#RamadanMassacre in Syria

Ramadan starts tomorrow, and it would appear that Syrian security forces are mounting a bloody crackdown ahead of the holiday. The epicenter of the violence is in Hama, a town best known in the outside world for a massacre perpetrated by the current Syrian president’s father in 1982.

From the New York Times:

“Today we are witnessing a major assault,” said Omar Idlibi, a spokesman for the Local Coordination Committee, an opposition group that helps organize and document protests. “It is a last-minute attempt by the regime to reclaim cities that it lost control of.”

The fiercest operation was against the central city of Hama, where at least 49 people were killed, the committee said. Activists offered different accounts of the toll, some far higher. The numbers were impossible to immediately confirm, on a dramatic, confusing day punctuated by rumors of military desertions, calls for revenge, and government claims of armed opponents firing at civilians that seemed to test logic.

Since June, Hama, a city of 800,000 people, has been largely free of security forces, allowing it to assert a measure of independence. In recent weeks, residents have built makeshift barricades of everything from street lights to cinderblocks and sandbags to prevent security forces from re-entering. The defenses, however, stood little chance against tanks and armored vehicles, which began their assault from four directions before dawn.

“It appears on the ground that the Syrian government has chosen to engage in full-scale warfare against its own people,” said J.J. Harder, spokesman for the U.S. Embassy in Damascus. “This is a regime that continues to surprise us by how horrific it can be.”

Earlier today, I noticed an eerie hashtag, #ramadanmassacre, from scores of twitter users I follow for news out of Syria.  This is a typical sentiment:

“Instead of wishing each other a blessed Ramadan, we are counting our dead, our wounded & all our broken homes. #RamadanMassacre#Syria”

This grainy video purports to show regime tanks rolling into Hama today.

So far, the Security Council has been somewhat paralyzed in its ability to react to this crisis because of opposition from Russia and China. Perhaps this fresh round of shocking violence will finally shake the Council into action.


**PROBLEM TO WORK ON**:
Return exactly the lines of the records below, starting at the line that contains "Describe the element at coordinates (132, 307)" and ending at the line that contains "Task: Click on the h6: Accruals", with both of those lines kept.

Saved entries:
- - - -
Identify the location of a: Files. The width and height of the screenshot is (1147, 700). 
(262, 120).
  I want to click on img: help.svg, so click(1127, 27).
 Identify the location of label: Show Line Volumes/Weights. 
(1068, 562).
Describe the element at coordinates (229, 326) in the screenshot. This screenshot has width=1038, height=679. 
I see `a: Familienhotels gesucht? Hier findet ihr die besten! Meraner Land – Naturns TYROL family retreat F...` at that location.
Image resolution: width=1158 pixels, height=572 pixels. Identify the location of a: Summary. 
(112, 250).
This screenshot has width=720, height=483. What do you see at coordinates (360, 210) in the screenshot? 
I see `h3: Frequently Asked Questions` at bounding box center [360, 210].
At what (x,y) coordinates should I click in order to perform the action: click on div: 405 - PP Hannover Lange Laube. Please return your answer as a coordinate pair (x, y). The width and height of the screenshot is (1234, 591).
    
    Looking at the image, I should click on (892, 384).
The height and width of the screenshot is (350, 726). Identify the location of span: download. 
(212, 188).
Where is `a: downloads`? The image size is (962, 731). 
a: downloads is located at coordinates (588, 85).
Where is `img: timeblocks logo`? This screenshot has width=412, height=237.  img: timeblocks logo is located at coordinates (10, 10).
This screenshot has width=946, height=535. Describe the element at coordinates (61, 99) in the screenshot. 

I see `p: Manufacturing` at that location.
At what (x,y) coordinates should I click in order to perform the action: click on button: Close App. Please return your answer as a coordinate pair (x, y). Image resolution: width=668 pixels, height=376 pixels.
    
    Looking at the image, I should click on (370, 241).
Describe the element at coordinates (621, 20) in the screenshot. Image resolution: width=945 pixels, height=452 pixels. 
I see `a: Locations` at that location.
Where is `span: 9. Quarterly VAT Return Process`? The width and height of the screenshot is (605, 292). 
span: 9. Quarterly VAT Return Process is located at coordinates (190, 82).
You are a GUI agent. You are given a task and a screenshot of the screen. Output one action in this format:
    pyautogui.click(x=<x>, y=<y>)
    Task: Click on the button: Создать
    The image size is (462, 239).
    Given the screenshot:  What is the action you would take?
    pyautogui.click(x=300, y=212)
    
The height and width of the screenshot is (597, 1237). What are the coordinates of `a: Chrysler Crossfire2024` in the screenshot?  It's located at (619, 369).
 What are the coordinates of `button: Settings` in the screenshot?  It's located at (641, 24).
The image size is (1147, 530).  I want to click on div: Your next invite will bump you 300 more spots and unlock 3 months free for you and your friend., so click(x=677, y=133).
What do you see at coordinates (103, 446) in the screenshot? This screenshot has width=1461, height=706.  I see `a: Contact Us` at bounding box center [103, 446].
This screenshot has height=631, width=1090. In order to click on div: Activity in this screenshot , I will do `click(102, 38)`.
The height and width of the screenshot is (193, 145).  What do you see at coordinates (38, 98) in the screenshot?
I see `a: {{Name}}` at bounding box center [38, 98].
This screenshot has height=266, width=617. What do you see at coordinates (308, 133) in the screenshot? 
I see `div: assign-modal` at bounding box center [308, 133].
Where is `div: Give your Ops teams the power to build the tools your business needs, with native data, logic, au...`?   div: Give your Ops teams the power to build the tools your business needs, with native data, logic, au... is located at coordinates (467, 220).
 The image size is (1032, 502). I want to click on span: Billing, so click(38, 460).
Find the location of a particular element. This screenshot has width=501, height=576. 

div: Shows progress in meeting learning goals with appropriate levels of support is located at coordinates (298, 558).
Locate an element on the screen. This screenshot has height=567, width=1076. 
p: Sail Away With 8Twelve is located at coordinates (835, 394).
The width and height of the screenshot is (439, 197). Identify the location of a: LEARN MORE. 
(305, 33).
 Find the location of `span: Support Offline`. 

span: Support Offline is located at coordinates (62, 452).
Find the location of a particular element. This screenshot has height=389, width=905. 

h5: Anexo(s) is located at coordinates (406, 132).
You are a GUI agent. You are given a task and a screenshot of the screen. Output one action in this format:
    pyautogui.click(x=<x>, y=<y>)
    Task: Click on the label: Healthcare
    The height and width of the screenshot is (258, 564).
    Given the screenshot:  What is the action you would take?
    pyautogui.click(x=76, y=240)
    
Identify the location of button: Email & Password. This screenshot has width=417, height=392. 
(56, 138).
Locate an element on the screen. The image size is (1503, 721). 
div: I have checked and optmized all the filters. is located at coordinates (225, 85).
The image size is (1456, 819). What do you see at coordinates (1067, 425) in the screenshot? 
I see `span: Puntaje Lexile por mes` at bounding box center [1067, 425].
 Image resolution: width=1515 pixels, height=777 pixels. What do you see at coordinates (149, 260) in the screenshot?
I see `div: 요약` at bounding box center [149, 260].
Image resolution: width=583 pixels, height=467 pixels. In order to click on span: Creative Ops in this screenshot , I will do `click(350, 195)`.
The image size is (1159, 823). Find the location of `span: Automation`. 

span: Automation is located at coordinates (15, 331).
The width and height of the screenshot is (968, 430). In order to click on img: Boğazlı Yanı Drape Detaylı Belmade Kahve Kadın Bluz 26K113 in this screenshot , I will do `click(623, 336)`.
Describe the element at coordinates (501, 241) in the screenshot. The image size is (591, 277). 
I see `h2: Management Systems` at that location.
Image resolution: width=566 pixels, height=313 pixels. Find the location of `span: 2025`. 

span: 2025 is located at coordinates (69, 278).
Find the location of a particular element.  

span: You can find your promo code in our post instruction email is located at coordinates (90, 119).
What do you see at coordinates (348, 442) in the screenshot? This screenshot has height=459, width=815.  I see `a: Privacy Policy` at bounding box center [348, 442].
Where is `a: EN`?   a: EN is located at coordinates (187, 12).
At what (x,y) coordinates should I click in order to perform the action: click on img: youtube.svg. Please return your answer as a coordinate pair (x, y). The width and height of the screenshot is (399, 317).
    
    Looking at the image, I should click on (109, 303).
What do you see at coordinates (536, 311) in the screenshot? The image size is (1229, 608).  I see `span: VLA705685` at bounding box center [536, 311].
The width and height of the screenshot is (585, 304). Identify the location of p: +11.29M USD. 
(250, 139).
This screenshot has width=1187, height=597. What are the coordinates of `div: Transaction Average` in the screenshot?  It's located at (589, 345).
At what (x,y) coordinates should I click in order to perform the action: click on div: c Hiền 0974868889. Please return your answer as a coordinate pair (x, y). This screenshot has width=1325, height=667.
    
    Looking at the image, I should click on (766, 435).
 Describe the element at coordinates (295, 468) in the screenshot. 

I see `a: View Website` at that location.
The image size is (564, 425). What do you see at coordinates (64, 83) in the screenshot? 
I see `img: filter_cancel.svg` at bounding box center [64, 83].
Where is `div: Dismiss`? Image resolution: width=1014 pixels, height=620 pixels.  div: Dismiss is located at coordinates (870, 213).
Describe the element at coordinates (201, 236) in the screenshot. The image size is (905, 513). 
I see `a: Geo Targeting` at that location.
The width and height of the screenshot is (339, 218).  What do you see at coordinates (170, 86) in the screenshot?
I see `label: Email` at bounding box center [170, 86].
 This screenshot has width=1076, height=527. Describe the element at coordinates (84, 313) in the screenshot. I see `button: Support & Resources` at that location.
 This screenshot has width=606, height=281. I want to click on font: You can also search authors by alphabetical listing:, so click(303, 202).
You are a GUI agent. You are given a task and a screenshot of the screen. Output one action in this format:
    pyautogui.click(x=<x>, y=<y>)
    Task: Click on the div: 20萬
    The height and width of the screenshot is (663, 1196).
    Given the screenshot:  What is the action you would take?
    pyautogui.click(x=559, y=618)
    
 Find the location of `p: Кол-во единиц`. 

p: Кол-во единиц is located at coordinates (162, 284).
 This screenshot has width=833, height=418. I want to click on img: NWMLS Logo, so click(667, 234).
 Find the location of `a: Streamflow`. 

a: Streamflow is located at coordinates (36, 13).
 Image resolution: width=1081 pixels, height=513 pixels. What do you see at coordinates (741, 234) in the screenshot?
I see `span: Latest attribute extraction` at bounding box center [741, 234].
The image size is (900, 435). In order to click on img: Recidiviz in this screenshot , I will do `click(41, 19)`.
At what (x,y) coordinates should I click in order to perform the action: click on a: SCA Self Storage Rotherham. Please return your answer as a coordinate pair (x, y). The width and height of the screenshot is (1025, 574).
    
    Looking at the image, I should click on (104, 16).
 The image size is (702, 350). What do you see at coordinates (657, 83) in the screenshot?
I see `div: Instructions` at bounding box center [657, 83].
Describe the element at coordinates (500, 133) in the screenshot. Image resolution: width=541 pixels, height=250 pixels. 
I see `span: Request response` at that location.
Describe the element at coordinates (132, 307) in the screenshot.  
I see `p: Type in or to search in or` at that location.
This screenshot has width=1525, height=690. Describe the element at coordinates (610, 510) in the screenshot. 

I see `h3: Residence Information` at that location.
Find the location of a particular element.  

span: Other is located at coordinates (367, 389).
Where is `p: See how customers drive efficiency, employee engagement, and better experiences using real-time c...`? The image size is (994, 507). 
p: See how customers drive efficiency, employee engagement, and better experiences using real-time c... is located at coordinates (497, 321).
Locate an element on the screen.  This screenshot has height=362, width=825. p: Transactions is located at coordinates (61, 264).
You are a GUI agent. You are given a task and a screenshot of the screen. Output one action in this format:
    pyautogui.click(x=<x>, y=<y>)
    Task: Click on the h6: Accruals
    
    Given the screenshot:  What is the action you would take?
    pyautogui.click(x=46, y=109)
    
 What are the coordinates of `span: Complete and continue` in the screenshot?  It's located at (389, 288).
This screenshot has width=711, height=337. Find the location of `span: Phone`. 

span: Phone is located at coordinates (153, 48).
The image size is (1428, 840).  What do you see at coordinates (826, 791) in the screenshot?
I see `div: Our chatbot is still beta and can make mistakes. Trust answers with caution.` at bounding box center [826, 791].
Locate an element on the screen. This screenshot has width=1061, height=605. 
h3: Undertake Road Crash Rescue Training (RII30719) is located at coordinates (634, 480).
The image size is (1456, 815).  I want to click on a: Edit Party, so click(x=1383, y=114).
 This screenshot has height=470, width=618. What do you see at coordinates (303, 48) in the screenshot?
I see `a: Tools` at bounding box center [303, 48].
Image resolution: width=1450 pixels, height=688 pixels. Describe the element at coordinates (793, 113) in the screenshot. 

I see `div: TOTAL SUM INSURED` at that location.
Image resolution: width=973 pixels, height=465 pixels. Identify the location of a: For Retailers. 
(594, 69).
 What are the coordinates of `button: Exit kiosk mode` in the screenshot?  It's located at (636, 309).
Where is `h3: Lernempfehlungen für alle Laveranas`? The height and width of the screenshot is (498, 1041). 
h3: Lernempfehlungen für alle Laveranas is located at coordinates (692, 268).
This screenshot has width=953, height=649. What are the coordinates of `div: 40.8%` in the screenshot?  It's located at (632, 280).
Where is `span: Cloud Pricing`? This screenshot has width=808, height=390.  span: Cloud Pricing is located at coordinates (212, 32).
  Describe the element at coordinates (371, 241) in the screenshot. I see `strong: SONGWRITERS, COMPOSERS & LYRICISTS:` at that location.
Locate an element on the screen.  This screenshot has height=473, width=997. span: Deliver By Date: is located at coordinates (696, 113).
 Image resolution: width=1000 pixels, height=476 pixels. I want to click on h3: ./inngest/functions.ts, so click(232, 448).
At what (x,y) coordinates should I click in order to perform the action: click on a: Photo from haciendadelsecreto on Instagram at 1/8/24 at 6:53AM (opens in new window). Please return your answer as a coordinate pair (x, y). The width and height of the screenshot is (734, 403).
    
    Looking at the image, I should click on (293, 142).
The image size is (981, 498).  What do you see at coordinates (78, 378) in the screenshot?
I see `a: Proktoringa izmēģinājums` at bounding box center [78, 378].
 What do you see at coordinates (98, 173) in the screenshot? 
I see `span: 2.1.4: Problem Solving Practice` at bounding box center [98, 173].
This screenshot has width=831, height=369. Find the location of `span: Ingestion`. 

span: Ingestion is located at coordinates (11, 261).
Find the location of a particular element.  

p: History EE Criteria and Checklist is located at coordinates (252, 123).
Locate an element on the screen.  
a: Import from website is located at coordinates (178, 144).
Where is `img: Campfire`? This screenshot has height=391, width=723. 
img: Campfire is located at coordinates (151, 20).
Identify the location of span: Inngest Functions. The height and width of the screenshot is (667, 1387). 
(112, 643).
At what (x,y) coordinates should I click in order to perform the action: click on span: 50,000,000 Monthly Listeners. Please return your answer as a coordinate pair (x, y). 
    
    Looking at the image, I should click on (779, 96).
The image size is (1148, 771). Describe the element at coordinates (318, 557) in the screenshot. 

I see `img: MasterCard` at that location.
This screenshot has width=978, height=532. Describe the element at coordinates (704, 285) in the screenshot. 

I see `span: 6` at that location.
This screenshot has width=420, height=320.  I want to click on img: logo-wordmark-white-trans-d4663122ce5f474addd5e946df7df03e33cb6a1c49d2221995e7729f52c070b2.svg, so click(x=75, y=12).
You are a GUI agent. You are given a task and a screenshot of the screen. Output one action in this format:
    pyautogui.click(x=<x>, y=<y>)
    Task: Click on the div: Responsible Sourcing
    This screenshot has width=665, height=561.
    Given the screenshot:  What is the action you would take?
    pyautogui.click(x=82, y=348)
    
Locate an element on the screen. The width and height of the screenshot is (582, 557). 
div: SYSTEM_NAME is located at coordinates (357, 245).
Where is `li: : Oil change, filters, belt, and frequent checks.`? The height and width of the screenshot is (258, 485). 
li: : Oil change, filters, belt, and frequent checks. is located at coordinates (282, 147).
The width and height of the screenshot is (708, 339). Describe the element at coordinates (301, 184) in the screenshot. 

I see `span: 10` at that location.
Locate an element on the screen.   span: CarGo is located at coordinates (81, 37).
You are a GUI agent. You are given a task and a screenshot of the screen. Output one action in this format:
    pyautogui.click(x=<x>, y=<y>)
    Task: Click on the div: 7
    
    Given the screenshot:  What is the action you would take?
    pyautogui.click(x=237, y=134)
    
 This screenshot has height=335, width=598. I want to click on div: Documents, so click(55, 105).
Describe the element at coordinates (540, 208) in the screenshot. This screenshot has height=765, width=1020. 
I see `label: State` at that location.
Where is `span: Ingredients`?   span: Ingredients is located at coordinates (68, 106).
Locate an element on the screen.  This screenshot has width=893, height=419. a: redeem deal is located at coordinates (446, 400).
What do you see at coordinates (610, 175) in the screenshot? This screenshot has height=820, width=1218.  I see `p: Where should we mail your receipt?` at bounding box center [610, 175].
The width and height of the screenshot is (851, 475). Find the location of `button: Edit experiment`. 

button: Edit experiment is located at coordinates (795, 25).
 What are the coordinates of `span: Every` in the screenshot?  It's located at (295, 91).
- - - -
**ANSWER SPACE**:
Describe the element at coordinates (132, 307) in the screenshot.  
I see `p: Type in or to search in or` at that location.
This screenshot has width=1525, height=690. Describe the element at coordinates (610, 510) in the screenshot. 

I see `h3: Residence Information` at that location.
Find the location of a particular element.  

span: Other is located at coordinates (367, 389).
Where is `p: See how customers drive efficiency, employee engagement, and better experiences using real-time c...`? The image size is (994, 507). 
p: See how customers drive efficiency, employee engagement, and better experiences using real-time c... is located at coordinates (497, 321).
Locate an element on the screen.  This screenshot has height=362, width=825. p: Transactions is located at coordinates (61, 264).
You are a GUI agent. You are given a task and a screenshot of the screen. Output one action in this format:
    pyautogui.click(x=<x>, y=<y>)
    Task: Click on the h6: Accruals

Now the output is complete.